Antonio usually wore blue trousers and a white shirt, open at the neck and fastened with a large red tie. But some days he dressed all in white, with a bright red sash around his waist. Then he looked very handsome indeed.

One morning Antonio invited the Sunbonnet Babies to visit his home and see his little girls. Antonio had lived in America seven years and could speak English quite well.

"My little girls want to see you very much," he said. "I have told them all about your pretty blue eyes and your big sunbonnets. Will you come with me to-day?"

So it happened that Molly and May were soon gliding through narrow canals into a part of Venice they had not seen before.

It was morning, and they passed a milk man delivering his milk in a flat-bottomed boat.

"That is a new kind of milk cart," exclaimed Molly. "In Naples they have live milk carts, and in Holland they have dog carts, and here in Venice they have boats."

"And see! There is a man with a boat load of vegetables," said May. "He has just sold a string of onions and a cauliflower to the woman standing in the doorway. If she should step out of her door she would step right into the canal. O Antonio! Is that the only door into her house?"

"Oh, no!" said Antonio. "Nearly every house in Venice has a canal door on one side and a footpath door on the other side."

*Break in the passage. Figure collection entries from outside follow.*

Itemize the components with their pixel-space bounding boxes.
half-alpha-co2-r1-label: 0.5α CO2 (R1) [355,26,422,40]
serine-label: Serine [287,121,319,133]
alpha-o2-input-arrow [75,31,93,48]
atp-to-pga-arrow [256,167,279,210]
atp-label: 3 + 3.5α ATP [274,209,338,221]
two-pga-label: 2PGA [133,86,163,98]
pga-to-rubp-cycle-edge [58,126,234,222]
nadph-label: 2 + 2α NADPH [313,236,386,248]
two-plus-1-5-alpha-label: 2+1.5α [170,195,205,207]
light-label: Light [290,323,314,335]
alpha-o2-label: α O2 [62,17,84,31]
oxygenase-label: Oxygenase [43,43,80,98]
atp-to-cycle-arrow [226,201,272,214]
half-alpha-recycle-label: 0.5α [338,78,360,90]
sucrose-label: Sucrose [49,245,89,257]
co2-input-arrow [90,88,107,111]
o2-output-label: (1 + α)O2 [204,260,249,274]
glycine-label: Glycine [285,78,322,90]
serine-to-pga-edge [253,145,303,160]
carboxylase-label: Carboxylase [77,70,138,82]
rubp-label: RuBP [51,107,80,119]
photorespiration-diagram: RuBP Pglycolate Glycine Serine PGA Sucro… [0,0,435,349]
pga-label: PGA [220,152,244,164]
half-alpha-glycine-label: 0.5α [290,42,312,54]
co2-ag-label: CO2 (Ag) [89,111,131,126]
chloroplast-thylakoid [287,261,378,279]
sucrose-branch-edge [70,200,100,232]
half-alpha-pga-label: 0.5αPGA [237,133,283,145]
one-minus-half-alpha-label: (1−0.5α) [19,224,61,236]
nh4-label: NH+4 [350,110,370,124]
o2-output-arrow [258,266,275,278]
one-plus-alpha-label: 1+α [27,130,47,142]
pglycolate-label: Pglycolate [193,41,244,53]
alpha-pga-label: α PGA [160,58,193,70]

"See the woman up there on her balcony," said Molly. "She is lowering a basket by a long rope. What is she saying, Antonio?"

"She wants a cauliflower and a string of onions, too, but she thinks the man is asking too much for them. She has put a lira into her basket and she is telling the man that he must not touch it unless he is willing to give her a good cauliflower and a long string of onions for it. The other woman had to pay a lira and a half for them. We will watch and see what happens."